Date: September 5, 2024
This episode centers around the new documentary "Look Into My Eyes" by Lana Wilson, which explores the lives and inner worlds of seven New York City psychics. Rather than focusing on the binary of whether psychic phenomena are "real" or "fake," the film—and thus the episode—delves into the emotional, therapeutic, and communal functions of psychic practice. Listeners and psychics also call in, sharing personal stories that range from skeptical curiosity to profound comfort and even transformation.

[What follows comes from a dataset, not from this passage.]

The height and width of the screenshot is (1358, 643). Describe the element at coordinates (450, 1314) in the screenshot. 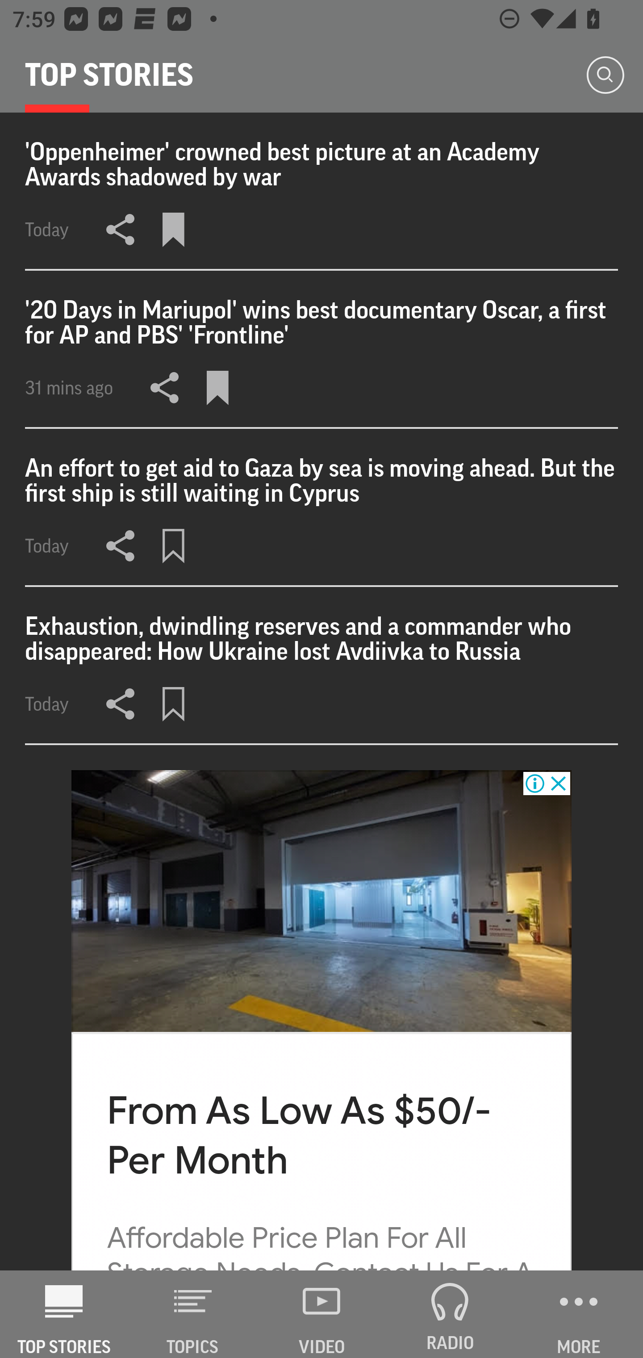

I see `RADIO` at that location.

Wilson outlines foundational questions behind the documentary:
On skepticism and emotional experience:
On closure and grief:
On being a psychic and a therapist:
On the filmmaker-subject relationship:
This episode of "All Of It" unpacks the emotional, cultural, and ethical aspects of psychic work in New York City through the lens of Lana Wilson’s documentary. The conversation exposes the deep humanity behind the practice, highlighting its complex intersections with faith, therapy, loss, and storytelling. By foregrounding personal narratives—both from psychics and those who seek them out—the episode explores how psychic encounters can bring meaning, comfort, and, most of all, community. The intellectual and emotional resonance of the film (and episode) comes not from proofs or debunking, but from an honest look at why people search for answers—sometimes in unexpected places.